Executing the strategy
- Is it time to execute a Blue Ocean Strategy? Your employees are going to watch you and wait to see if you can make it work. Most employees come to work to make a living not create a new market. So, try to:
- Get employees out of their comfort zone to wake up to the need for change. Employees are often blind to seeing that a radical change is necessary.
- Overcome the challenge to resources. Eliminate what is no longer necessary. The problem of limited resources. Many organizations wrongly assume that a new strategy requires greater resources.
- Speed works. Change comes from a crisis and you want to avoid one. So motivate employees to act quickly and decisively to push the new strategy forward. Key players must be motivated to move out of the status quo.

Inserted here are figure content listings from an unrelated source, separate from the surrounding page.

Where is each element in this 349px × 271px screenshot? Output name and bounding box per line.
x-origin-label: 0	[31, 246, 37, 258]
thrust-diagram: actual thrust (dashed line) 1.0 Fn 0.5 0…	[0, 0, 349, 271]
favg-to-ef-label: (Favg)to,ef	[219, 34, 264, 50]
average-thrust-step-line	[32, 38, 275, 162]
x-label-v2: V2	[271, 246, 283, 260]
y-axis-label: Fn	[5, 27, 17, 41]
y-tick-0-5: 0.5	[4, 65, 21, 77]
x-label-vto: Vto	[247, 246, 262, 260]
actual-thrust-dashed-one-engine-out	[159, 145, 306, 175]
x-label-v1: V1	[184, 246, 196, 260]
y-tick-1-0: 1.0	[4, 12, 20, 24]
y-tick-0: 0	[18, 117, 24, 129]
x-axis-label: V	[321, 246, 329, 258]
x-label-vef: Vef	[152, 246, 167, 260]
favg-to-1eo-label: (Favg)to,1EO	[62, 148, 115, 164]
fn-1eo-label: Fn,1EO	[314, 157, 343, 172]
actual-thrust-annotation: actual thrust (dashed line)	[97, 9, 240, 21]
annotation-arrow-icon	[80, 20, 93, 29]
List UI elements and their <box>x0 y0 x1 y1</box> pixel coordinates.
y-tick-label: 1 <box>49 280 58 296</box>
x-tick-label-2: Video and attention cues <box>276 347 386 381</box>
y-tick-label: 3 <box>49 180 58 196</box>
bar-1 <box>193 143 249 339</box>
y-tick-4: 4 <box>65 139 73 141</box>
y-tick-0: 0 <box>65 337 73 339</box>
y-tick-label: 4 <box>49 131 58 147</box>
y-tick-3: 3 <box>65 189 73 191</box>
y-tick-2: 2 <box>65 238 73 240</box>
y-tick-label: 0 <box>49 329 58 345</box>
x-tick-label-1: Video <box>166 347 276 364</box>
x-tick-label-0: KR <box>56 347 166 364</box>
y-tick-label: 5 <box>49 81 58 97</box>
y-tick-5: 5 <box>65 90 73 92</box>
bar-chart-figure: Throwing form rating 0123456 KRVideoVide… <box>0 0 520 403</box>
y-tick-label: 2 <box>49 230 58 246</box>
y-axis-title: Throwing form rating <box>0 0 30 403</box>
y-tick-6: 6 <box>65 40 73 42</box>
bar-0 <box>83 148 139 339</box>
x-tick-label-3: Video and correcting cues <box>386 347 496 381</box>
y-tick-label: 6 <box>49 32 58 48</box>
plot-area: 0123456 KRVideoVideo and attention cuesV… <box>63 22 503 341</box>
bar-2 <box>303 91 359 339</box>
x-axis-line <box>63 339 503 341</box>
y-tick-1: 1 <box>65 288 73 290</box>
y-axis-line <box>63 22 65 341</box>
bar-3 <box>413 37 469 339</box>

And they must be enabled with good behavior modification tools.
- Tackle the naysayers right away. Don’t let office politics keep you in a red ocean.
Before you can execute a new strategic plan, you must align the minds and hearts of all the employees with the new strategy.
Only then will they willingly go beyond compulsory execution to enthusiastic cooperation. Successful execution requires that employees have input in the strategy process from the beginning. Here are three ways to get that input:
1. Include employees in the process. Seek their input prior to major decisions.
2. Keep employees fully informed of the process and its implications.
3. Communicate to employees about what is expected of them and how they will be evaluated.
When management engages employees in key aspects of strategic decision making, explains the strategic choices, and effectively communicates the new rules of the game—then employees will judge the process as fair and buy into it.
Once you begin to “see, feel and think” in new ways it is difficult to go back to the old strategic process.
Clients find themselves using the tools all the time and thinking in new ways about unsolved problems. They go exploring often to listen to nonusers and find new markets awaiting them. Some illustrative client stories:
- Elkay’s Hydration Stations are revolutionizing the water fountain not to make it easier to get water but to eliminate plastic water bottles in places that care about sustainability and “killing the bottle.”
- TelerX reinvented its customer care business to expand into online solutions.
- EAC/Integrated Power Solutions reinvented itself after it went visually exploring only to find that its own customers need “lighter, longer, power solutions” not just batteries.
If your company’s growth is stalled or if you are afraid it might be, try to think like a Blue Ocean Strategist and begin to “see, feel and then think” in new ways. There might be a real big ocean just waiting for you.